5 Stories which hit the headlines of French magazines for a year: “La tyrannie des susceptibles : enquête sur les nouveaux censeurs”, Le Point, 7 June 2018 ; “La fin du vivre ensemble : la France des communautarismes”, L’Express, 26 September 2018 ; “L’offensive des obsédés de la race, du sexe, du genre, de l’identité”, Marianne, 12 April 2019 ; “Le grand noyautage des universités : islamo-gauchisme, décolonialisme et théorie du genre au programme”, Le Figaro Magazine, 13 May 2019.

6 Anne Lafont, L’art et la race. L’Africain (tout) contre l’œil des Lumières, Dijon, Les presses du réel, 2019.

7 Anne Lafont and David Bindman, “L’art, les cultures et les figures noires en expositions”, in Le modèle noir de Géricault à Matisse, exhibition catalogue, Musée d’Orsay, Flammarion , 2019, p. 20.

8 Françoise Vergès, “Corps noirs, vies muettes. Quand le modèle noir masque l’histoire de la fabrication du blanc, Documentations, 11 May 2019,

https://documentations.art/Corps-noirs-vies-muettes-Quand-le-modele-noir-masque-l-histoire-de-la

9 Eve Tuck and K. Wayne Yang, “Decolonization is not a metaphor” in Decolonization: Indigeneity, Education & Society, vol 1 nº1, 2012 ; Catherine E. Walsh, “On Decolonial Dangers, Decolonial Cracks, and Decolonial Pedagogies Rising” in Walter D. Mignolo and Catherine E. Walsh, On Decoloniality: Concepts, Analytics, Praxis, Durham, Duke University Press, 2018.

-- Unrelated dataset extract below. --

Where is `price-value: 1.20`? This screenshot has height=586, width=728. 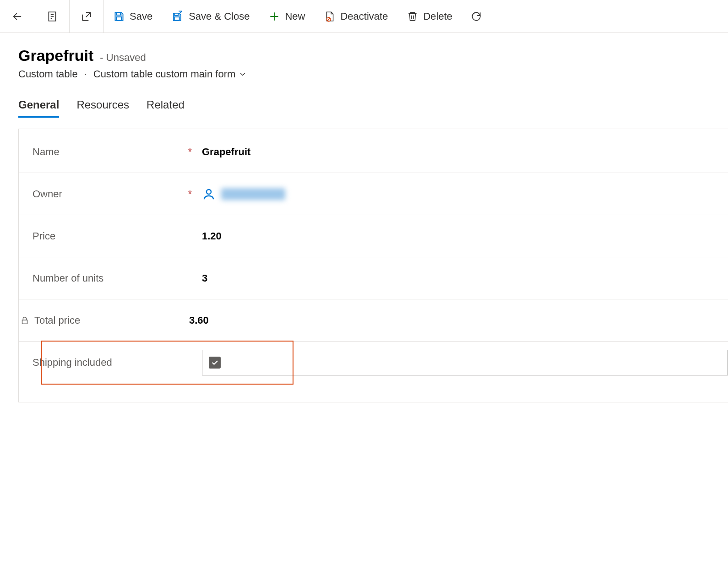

10 Bonaventure Soh Bejeng Ndikung, “For They Shall Be Heard: On sonic trajectories and resistance”, Frieze, 28 October 2018.

11 Olivier Marbœuf, “Décoloniser c’est être là, décoloniser c’est fuir : marronage depuis l’hospitalité toxique et alliances dans les mangroves “, in Décolonisons les Arts !, edited by Leila Cukierman, Gerty Dambury and Françoise Vergès, Paris, L’Arche, 2018.

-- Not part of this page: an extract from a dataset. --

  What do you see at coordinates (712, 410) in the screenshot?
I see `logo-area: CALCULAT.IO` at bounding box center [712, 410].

12 Cédric Fauq, “Curating for the Age of Blackness”, Mousse Magazine, nº66, winter 2019.

13 Fred Moten, “Blackness and Nonperformance”, lecture at the Museum of Modern Art, New York, on 25 September 2015, viewable at https://www.moma.org/calendar/events/1364

Paul Maheke, Kasangu, 2019. 3D laser engraved drawing in a glass cube, 9 × 6 × 6 cm. Photo : Aurélien Mole. Courtesy Paul Maheke ; galerie Sultana.

Image on top: Anthea Hamilton, The New Life, 2018. 58th International Art Exhibition – La Biennale di Venezia, May You Live In Interesting Times. Photo : Andrea Avezzù. Courtesy La Biennale di Venezia.